Recent content by phavoc

  1. P

    Mating Airlocks to Cargo Hatches

    To your points I think we are still seeing a gap here. Smaller ships to take into account the myriad of other locations and cargos not traveling in the holds of the larger ships. We'd still see corps doing it, but more along the lines of smaller corps (who may be just localized and...
  2. P

    Mating Airlocks to Cargo Hatches

    I think its pretty clear that nobody took into account the design of cargo holds vis-a-vis transporting containerized goods when they came up with the ship designs. Gravity inside the ship is pretty easy since you control the grav plating. But once you get outside that your are subject to local...
  3. P

    Mating Airlocks to Cargo Hatches

    1 TEU in today's world is a 20' container (half the size of the 40' standard). The weight you have is about right. I think that would be at the upper limit for a free or far trader to deal with. The ship itself would be able to easily have it's own grav equipment to load/unload cargo. Any...
  4. P

    Mating Airlocks to Cargo Hatches

    Where are you getting your data from, and what period are you referring to? As I stated it's an up and down issue depending on numerous factors. Just a few years ago, during Covid, Chinese shippers were desperate for containers and they could not manufacture them fast enough, so prices were...
  5. P

    Mating Airlocks to Cargo Hatches

    Free traders are more akin to semi-trucks than the smallish freighters that ply the waterways of today. You'd have to go back to the early 1900s to really get into the tramp freighter model, where smallish freighters (in the 5k displacement ton class) plied the worlds oceans and carried the...
  6. P

    Mating Airlocks to Cargo Hatches

    If we are talking contemporary (i.e. current), containers do make it back across the pond and then back again - at least for half dozen or so trips on average. After that you start seeing a drop-off in getting them back. The challenge is the US and Europe don't do as much trade TO Asia as they...
  7. P

    Mating Airlocks to Cargo Hatches

    Lots of good discussions here about the future of containerization. One major point to keep in mind is that ocean-going containers are built differently than standard domestic containers. Ocean-going ones are much more sturdy since they stack higher and are exposed to corrosive sea water and...
  8. P

    What is an "average commercial shipyard"?

    I think this is another one of those places that the rules can only be used as general guidance and you have to toss out specifics. An "average" shipyard should be an oxymoron because they shouldn't exist. If we use actual history as a bellweather you'll find that shipyards are going to be all...
  9. P

    Drop tank mounted fuel/cargo tanks

    Nah, no extra cost. However streamlined cargo would lose carrying capacity since its conformal. Rather than 20% cost increase, do a 20% Dton decrease. That better reflects the fact that curves are not as handy to store stuff in as flat lines. Liquid cargos would not suffer a penalty though.
  10. P

    Drop tank mounted fuel/cargo tanks

    Well, when Traveller was first proposed you had very large computers. That's been changed since more power microelectronics came into being and showed that it was possible. The idea of conformal fuel tanks didn't exist at that time, so large tanks (boxy or external streamlined on hard points)...
  11. P

    Feeding a High Population, Non-Agricultural world

    Umm, have you heard of the Quechua of the Andes? They are descendants of the Incans and their lungs have a greater capacity then us lowlanders as they have adapted to living at higher altitudes over many centuries. There are other groups around the world that have adapted to their conditions...
  12. P

    Drop tank mounted fuel/cargo tanks

    This is one of those places where reality and the game rules diverge. It used to be that Traveller-ideas were mirrored in the real world. However, as technology concepts have changed the game did not change with them. There is a concept called conformal fuel tanks that aircraft such as the...
  13. P

    Feeding a High Population, Non-Agricultural world

    To put this into perspective, how many people have travelled to outer space? Excluding the more recent space tourists who have gone up for a few minutes and come back down, only about 600 humans in our history have travelled to space. A few hundred have lived for a period orbiting the planet...
  14. P

    Mating Airlocks to Cargo Hatches

    Palletization of cargo works for some things - it's certainly not the standard for FedEx, UPS or USPS ground packages. Or air packages (those get loaded individually into containers). Palletization of a refrigerator works great - but it's also wasteful from a cubeage perspective as you cannot...
  15. P

    Mating Airlocks to Cargo Hatches

    On paper, you have XX, where each X is 1.5 by 1.5 x 3m tall, and represent 1 Dton. Ship layouts use the same dimension. So a 3Dton container is XX XX XX And so one, up to the standard 10Dton. That correlates to todays containers.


■ REQUIRED ACTION ■
Start the copy at the line holding "Localize all elements." and continue it exactly through the last line of the entries, leaving out pictures and anything else.

Dataset rows about figures:

»»

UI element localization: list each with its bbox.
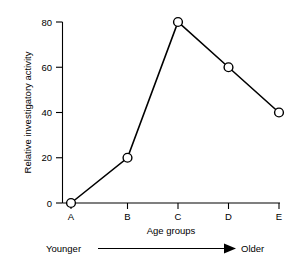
x-axis-tick-labels: A B C D E <box>68 211 282 222</box>
x-tick-label-b: B <box>124 211 130 222</box>
y-tick-label-20: 20 <box>41 152 52 163</box>
y-axis-ticks <box>56 22 63 203</box>
direction-arrow-head-icon <box>224 244 236 254</box>
x-tick-label-e: E <box>276 211 282 222</box>
chart-figure: 80 60 40 20 0 A B C D E <box>0 0 286 263</box>
y-tick-label-0: 0 <box>47 198 52 209</box>
data-point-d <box>224 63 233 72</box>
older-label: Older <box>241 243 264 254</box>
age-direction-annotation: Younger Older <box>46 243 264 254</box>
y-axis-title: Relative investigatory activity <box>22 51 33 173</box>
data-point-a <box>67 199 76 208</box>
axis-lines <box>63 22 281 203</box>
younger-label: Younger <box>46 243 81 254</box>
y-axis-tick-labels: 80 60 40 20 0 <box>41 17 52 209</box>
y-tick-label-60: 60 <box>41 62 52 73</box>
data-series-line <box>71 22 279 203</box>
x-tick-label-a: A <box>68 211 75 222</box>
data-point-markers <box>67 18 284 208</box>
x-tick-label-c: C <box>175 211 182 222</box>
data-point-e <box>275 108 284 117</box>
x-axis-ticks <box>71 203 279 209</box>
data-point-c <box>174 18 183 27</box>
x-tick-label-d: D <box>225 211 232 222</box>
line-chart-canvas: 80 60 40 20 0 A B C D E <box>0 0 286 263</box>
x-axis-title: Age groups <box>147 225 196 236</box>
data-point-b <box>123 153 132 162</box>
y-tick-label-80: 80 <box>41 17 52 28</box>
y-tick-label-40: 40 <box>41 107 52 118</box>
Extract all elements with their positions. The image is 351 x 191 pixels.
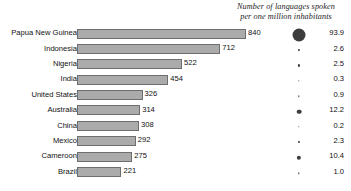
per-million-value: 12.2 <box>312 105 344 115</box>
bar-value-label: 314 <box>142 105 155 115</box>
per-million-dot-cell <box>288 135 310 150</box>
right-column-header-line-1: Number of languages spoken <box>222 2 350 12</box>
bar <box>77 136 136 146</box>
bar-value-label: 221 <box>123 166 136 176</box>
bar-track <box>77 136 136 146</box>
chart-row: Australia31412.2 <box>0 104 351 119</box>
bar-track <box>77 105 140 115</box>
per-million-value: 2.3 <box>312 136 344 146</box>
bar-value-label: 308 <box>141 120 154 130</box>
bar-track <box>77 29 246 39</box>
country-label: China <box>0 121 77 131</box>
bar <box>77 167 121 177</box>
per-million-value: 93.9 <box>312 28 344 38</box>
bar-track <box>77 90 143 100</box>
bar-track <box>77 44 220 54</box>
bar-value-label: 712 <box>222 43 235 53</box>
country-label: Mexico <box>0 136 77 146</box>
per-million-value: 2.6 <box>312 44 344 54</box>
chart-row: Cameroon27510.4 <box>0 150 351 165</box>
per-million-dot-cell <box>288 58 310 73</box>
per-million-dot-cell <box>288 42 310 57</box>
per-million-dot <box>298 126 299 127</box>
per-million-value: 2.5 <box>312 59 344 69</box>
language-diversity-chart: Number of languages spoken per one milli… <box>0 0 351 191</box>
chart-row: United States3260.9 <box>0 89 351 104</box>
per-million-dot-cell <box>288 89 310 104</box>
bar-value-label: 454 <box>170 74 183 84</box>
per-million-dot <box>298 141 300 143</box>
bar <box>77 152 132 162</box>
bar <box>77 121 139 131</box>
bar-track <box>77 167 121 177</box>
per-million-dot-cell <box>288 104 310 119</box>
country-label: Cameroon <box>0 151 77 161</box>
bar <box>77 105 140 115</box>
per-million-dot <box>298 64 300 66</box>
per-million-dot-cell <box>288 119 310 134</box>
per-million-dot <box>298 96 299 97</box>
bar-track <box>77 75 168 85</box>
country-label: Brazil <box>0 167 77 177</box>
bar <box>77 44 220 54</box>
bar <box>77 29 246 39</box>
country-label: India <box>0 74 77 84</box>
per-million-dot <box>298 173 299 174</box>
per-million-dot-cell <box>288 150 310 165</box>
bar-value-label: 292 <box>138 135 151 145</box>
per-million-value: 0.3 <box>312 74 344 84</box>
bar-track <box>77 121 139 131</box>
per-million-dot-cell <box>288 27 310 42</box>
right-column-header-line-2: per one million inhabitants <box>222 12 350 22</box>
bar <box>77 59 182 69</box>
chart-row: India4540.3 <box>0 73 351 88</box>
country-label: Papua New Guinea <box>0 28 77 38</box>
right-column-header: Number of languages spoken per one milli… <box>222 2 350 22</box>
bar-value-label: 275 <box>134 151 147 161</box>
per-million-dot <box>298 80 299 81</box>
chart-row: China3080.2 <box>0 119 351 134</box>
chart-rows: Papua New Guinea84093.9Indonesia7122.6Ni… <box>0 27 351 181</box>
per-million-value: 0.2 <box>312 121 344 131</box>
country-label: Indonesia <box>0 44 77 54</box>
per-million-dot-cell <box>288 166 310 181</box>
per-million-dot <box>293 28 306 41</box>
per-million-value: 0.9 <box>312 90 344 100</box>
per-million-value: 1.0 <box>312 167 344 177</box>
country-label: Australia <box>0 105 77 115</box>
country-label: United States <box>0 90 77 100</box>
bar <box>77 75 168 85</box>
per-million-value: 10.4 <box>312 151 344 161</box>
per-million-dot <box>297 156 301 160</box>
chart-row: Brazil2211.0 <box>0 166 351 181</box>
bar <box>77 90 143 100</box>
per-million-dot-cell <box>288 73 310 88</box>
country-label: Nigeria <box>0 59 77 69</box>
chart-row: Papua New Guinea84093.9 <box>0 27 351 42</box>
chart-row: Nigeria5222.5 <box>0 58 351 73</box>
bar-track <box>77 59 182 69</box>
bar-track <box>77 152 132 162</box>
chart-row: Mexico2922.3 <box>0 135 351 150</box>
chart-row: Indonesia7122.6 <box>0 42 351 57</box>
per-million-dot <box>297 109 302 114</box>
bar-value-label: 840 <box>248 28 261 38</box>
per-million-dot <box>298 49 300 51</box>
bar-value-label: 326 <box>145 89 158 99</box>
bar-value-label: 522 <box>184 58 197 68</box>
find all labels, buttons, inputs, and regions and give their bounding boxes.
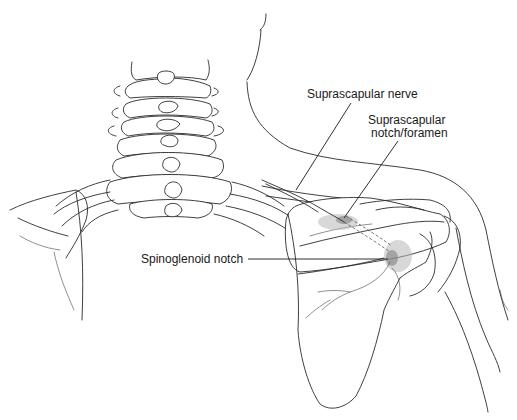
label-suprascapular-notch-line1: Suprascapular bbox=[368, 114, 445, 127]
label-suprascapular-notch-line2: notch/foramen bbox=[371, 127, 448, 140]
upper-arm-outline bbox=[445, 228, 508, 412]
label-spinoglenoid-notch: Spinoglenoid notch bbox=[141, 253, 243, 266]
right-scapula bbox=[285, 197, 460, 408]
shoulder-line-art bbox=[0, 0, 517, 420]
cervical-spine bbox=[107, 60, 232, 218]
label-suprascapular-nerve: Suprascapular nerve bbox=[307, 88, 418, 101]
leader-suprascapular-nerve bbox=[296, 103, 351, 190]
neck-outline bbox=[247, 14, 508, 320]
anatomy-illustration: Suprascapular nerve Suprascapular notch/… bbox=[0, 0, 517, 420]
left-shoulder bbox=[10, 190, 88, 320]
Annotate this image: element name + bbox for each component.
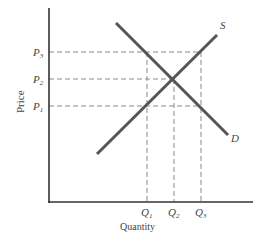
p1-label: P1 [32,100,43,114]
x-axis-title: Quantity [120,221,155,232]
supply-label: S [220,19,226,31]
y-axis-title: Price [14,90,26,113]
demand-label: D [230,132,239,144]
q3-label: Q3 [195,206,207,220]
supply-demand-chart: S D P3 P2 P1 Q1 Q2 Q3 Quantity Price [0,0,260,236]
p3-label: P3 [32,46,44,60]
q2-label: Q2 [168,206,180,220]
supply-curve [97,35,217,154]
p2-label: P2 [32,73,44,87]
q1-label: Q1 [141,206,152,220]
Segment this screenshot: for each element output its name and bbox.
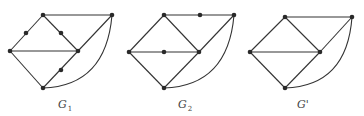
graph-label: G' — [297, 98, 309, 111]
subdivision-vertex — [24, 31, 29, 36]
vertex — [41, 13, 46, 18]
vertex — [197, 50, 202, 55]
vertex — [162, 13, 167, 18]
vertex — [283, 15, 288, 20]
edge — [164, 15, 199, 52]
vertex — [248, 50, 253, 55]
graph-g1: G1 — [8, 13, 115, 113]
graph-label: G2 — [178, 98, 192, 113]
edge — [129, 15, 164, 52]
edge — [285, 17, 320, 52]
graph-label: G1 — [58, 98, 72, 113]
edge — [250, 17, 285, 52]
vertex — [127, 50, 132, 55]
edge — [320, 17, 352, 52]
edge — [78, 15, 112, 51]
edge — [285, 52, 320, 88]
vertex — [232, 13, 237, 18]
vertex — [162, 86, 167, 91]
vertex — [283, 86, 288, 91]
edge — [250, 52, 285, 88]
edge — [129, 52, 164, 88]
edge — [199, 15, 234, 52]
subdivision-vertex — [59, 31, 64, 36]
vertex — [8, 49, 13, 54]
graph-diagram: G1G2G' — [0, 0, 364, 116]
subdivision-vertex — [59, 68, 64, 73]
edge — [10, 51, 43, 88]
graph-gprime: G' — [248, 15, 355, 111]
subdivision-vertex — [162, 50, 167, 55]
vertex — [41, 86, 46, 91]
vertex — [350, 15, 355, 20]
graph-g2: G2 — [127, 13, 237, 113]
vertex — [76, 49, 81, 54]
vertex — [318, 50, 323, 55]
subdivision-vertex — [198, 13, 203, 18]
vertex — [110, 13, 115, 18]
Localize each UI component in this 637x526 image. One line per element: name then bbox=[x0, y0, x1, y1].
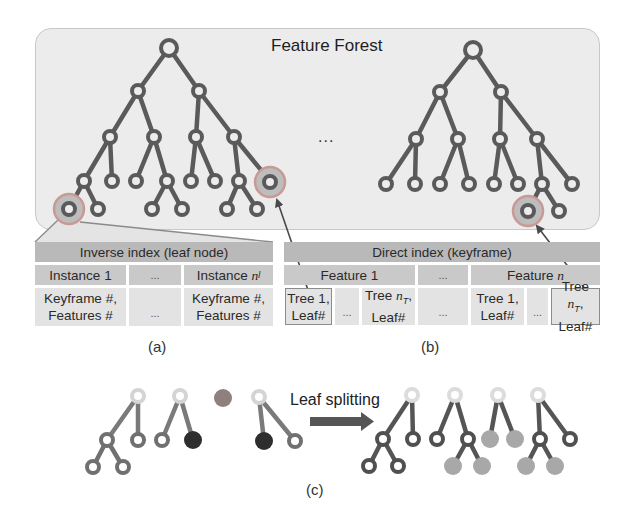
caption-a: (a) bbox=[148, 338, 166, 355]
direct-index-feature-1: Feature 1 bbox=[284, 265, 415, 285]
inverse-index-instance-n: Instance nl bbox=[184, 265, 273, 285]
inverse-index-value-1: Keyframe #, Features # bbox=[35, 288, 126, 326]
light-leaf-node bbox=[444, 457, 462, 475]
direct-index-leaf-ellipsis-a: ... bbox=[335, 288, 359, 325]
light-leaf-node bbox=[546, 457, 564, 475]
light-leaf-node bbox=[506, 430, 524, 448]
direct-index-leaf-tree1-b: Tree 1, Leaf# bbox=[471, 288, 524, 325]
direct-index-leaf-treenT-b: Tree nT, Leaf# bbox=[551, 288, 600, 325]
diagram-graphics bbox=[0, 0, 637, 526]
dark-leaf-node bbox=[255, 432, 273, 450]
inverse-index-instance-ellipsis: ... bbox=[129, 265, 181, 285]
light-leaf-node bbox=[517, 457, 535, 475]
direct-index-feature-ellipsis: ... bbox=[418, 265, 468, 285]
var-n: n bbox=[252, 267, 259, 284]
split-before-nodes bbox=[87, 389, 301, 473]
caption-b: (b) bbox=[421, 338, 439, 355]
split-after-trees bbox=[369, 395, 570, 466]
caption-c: (c) bbox=[306, 481, 324, 498]
inverse-index-value-n: Keyframe #, Features # bbox=[184, 288, 273, 326]
direct-index-leaf-ellipsis-mid: ... bbox=[418, 288, 468, 325]
inverse-index-value-ellipsis: ... bbox=[129, 288, 181, 326]
direct-index-leaf-ellipsis-b: ... bbox=[527, 288, 548, 325]
inverse-index-instance-1: Instance 1 bbox=[35, 265, 126, 285]
light-leaf-node bbox=[481, 430, 499, 448]
dark-leaf-node bbox=[184, 431, 202, 449]
direct-index-header: Direct index (keyframe) bbox=[284, 242, 600, 262]
inverse-index-header: Inverse index (leaf node) bbox=[35, 242, 273, 262]
leaf-splitting-label: Leaf splitting bbox=[290, 391, 380, 409]
standalone-node bbox=[214, 389, 232, 407]
direct-index-leaf-treenT-a: Tree nT, Leaf# bbox=[362, 288, 415, 325]
direct-index-leaf-tree1-a: Tree 1, Leaf# bbox=[285, 288, 332, 325]
leaf-splitting-arrow bbox=[310, 412, 374, 431]
light-leaf-node bbox=[473, 457, 491, 475]
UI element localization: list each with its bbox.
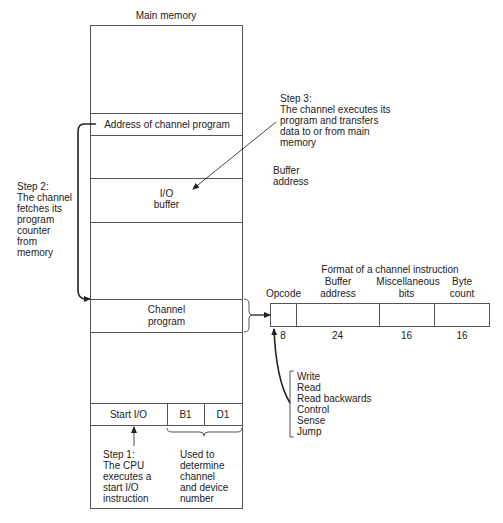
b1-d1-bracket bbox=[167, 428, 242, 436]
opcode-list-bracket bbox=[290, 371, 294, 437]
step3-arrow bbox=[193, 122, 276, 189]
opcode-arrow bbox=[274, 329, 290, 403]
channel-program-bracket bbox=[244, 299, 253, 332]
step2-arrow bbox=[78, 124, 96, 299]
connector-overlay bbox=[0, 0, 503, 523]
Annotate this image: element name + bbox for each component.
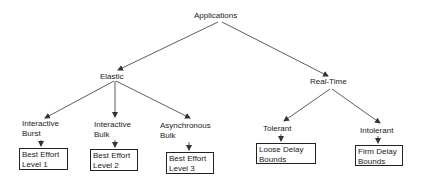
node-interactive-bulk-line2: Bulk: [94, 130, 131, 140]
edge-applications-elastic: [118, 22, 218, 70]
edge-elastic-async: [116, 81, 190, 118]
box-line2: Level 1: [22, 160, 65, 170]
box-line2: Level 3: [169, 164, 211, 174]
box-loose-delay-bounds: Loose Delay Bounds: [256, 143, 316, 164]
node-asynchronous-bulk-line2: Bulk: [160, 131, 211, 141]
node-interactive-burst-line1: Interactive: [22, 119, 59, 129]
node-asynchronous-bulk-line1: Asynchronous: [160, 121, 211, 131]
edge-realtime-tolerant: [284, 89, 330, 121]
node-interactive-burst-line2: Burst: [22, 129, 59, 139]
box-line1: Loose Delay: [259, 145, 313, 155]
node-interactive-bulk-line1: Interactive: [94, 120, 131, 130]
box-line2: Bounds: [358, 157, 400, 167]
box-line2: Bounds: [259, 155, 313, 165]
box-best-effort-level-1: Best Effort Level 1: [19, 148, 68, 170]
box-best-effort-level-3: Best Effort Level 3: [166, 152, 214, 174]
node-intolerant: Intolerant: [360, 126, 393, 136]
box-line1: Best Effort: [169, 154, 211, 164]
node-tolerant: Tolerant: [263, 124, 291, 134]
node-interactive-burst: Interactive Burst: [22, 119, 59, 139]
box-line1: Firm Delay: [358, 147, 400, 157]
box-best-effort-level-2: Best Effort Level 2: [90, 149, 138, 171]
node-elastic: Elastic: [100, 72, 124, 82]
node-applications: Applications: [194, 11, 237, 21]
edge-realtime-intolerant: [332, 89, 380, 123]
node-real-time: Real-Time: [310, 77, 347, 87]
box-line1: Best Effort: [93, 151, 135, 161]
box-firm-delay-bounds: Firm Delay Bounds: [355, 145, 403, 166]
edge-applications-realtime: [222, 22, 328, 76]
edge-elastic-burst: [45, 81, 114, 118]
box-line2: Level 2: [93, 161, 135, 171]
box-line1: Best Effort: [22, 150, 65, 160]
node-interactive-bulk: Interactive Bulk: [94, 120, 131, 140]
node-asynchronous-bulk: Asynchronous Bulk: [160, 121, 211, 141]
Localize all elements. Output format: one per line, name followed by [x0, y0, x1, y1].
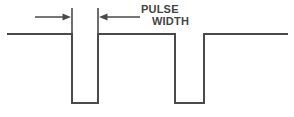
arrow-left-head-icon	[99, 14, 108, 21]
pulse-width-label-line-1: PULSE	[141, 4, 203, 16]
arrow-right-head-icon	[63, 14, 72, 21]
pulse-train-waveform	[8, 34, 287, 103]
pulse-width-label-line-2: WIDTH	[141, 16, 203, 28]
pulse-width-label: PULSE WIDTH	[141, 4, 203, 27]
pulse-width-diagram: PULSE WIDTH	[0, 0, 294, 117]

««

■ RESPONSE FOR THIS EXERCISE ■
Localize all elements. Output format: one per line, name followed by [x0, y0, x1, y1].
arrow-left-head-icon	[99, 14, 108, 21]
pulse-width-label-line-1: PULSE	[141, 4, 203, 16]
arrow-right-head-icon	[63, 14, 72, 21]
pulse-train-waveform	[8, 34, 287, 103]
pulse-width-label-line-2: WIDTH	[141, 16, 203, 28]
pulse-width-label: PULSE WIDTH	[141, 4, 203, 27]
pulse-width-diagram: PULSE WIDTH	[0, 0, 294, 117]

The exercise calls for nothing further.